Pharmacopeial reference standards are available from various pharmacopoeias such as United States Pharmacopeia and the European Pharmacopoeia. Where pharmacopoeial tests or assays call for the use of a pharmacopoeial reference standard, only those results obtained using the specified pharmacopoeial reference standard are conclusive.
A pharmacopoeia, pharmacopeia, or pharmacopoea (from the obsolete typography pharmacopœia, meaning "drug-making"), in its modern technical sense, is a book containing directions for the identification of compound medicines, and published by the authority of a government or a medical or pharmaceutical society.
The British Pharmacopoeia is published on behalf of the Health Ministers of the United Kingdom; on the recommendation of the Commission on Human Medicines, in accordance with section 99(6) of the Medicines Act 1968, and notified in draft to the European Commission (EC) in accordance with Directive 98/34/EEC.
Promotion of European youth exchanges and cooperation through European Youth Centres in Strasbourg and Budapest, Hungary. Promotion of the quality of medicines throughout Europe by the European Directorate for the Quality of Medicines and its European Pharmacopoeia.

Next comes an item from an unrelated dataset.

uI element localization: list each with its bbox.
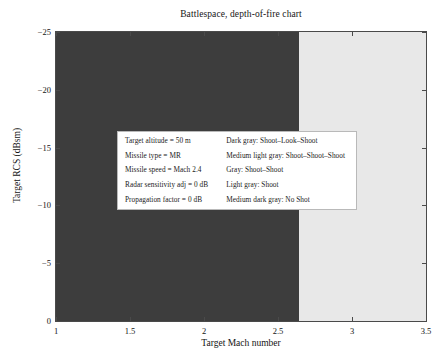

Support for intercultural integration through the Intercultural Cities (ICC ...
In the view of the historian Paula De Vos, De materia medica formed the core of the European pharmacopoeia until the end of the 19th century, suggesting that "the timelessness of Dioscorides' work resulted from an empirical tradition based on trial and error; that it worked for generation after generation despite social and cultural changes and ...
Formularium Slovenicum is Slovenian addendum to the European Pharmacopoeia. [1] It promotes Slovenian pharmaceutical terminology and the regulations affecting the field of pharmacy in Slovenia. [2] It has been regularly published by the Agency for Medicinal Products and Medical Devices of the Republic of Slovenia.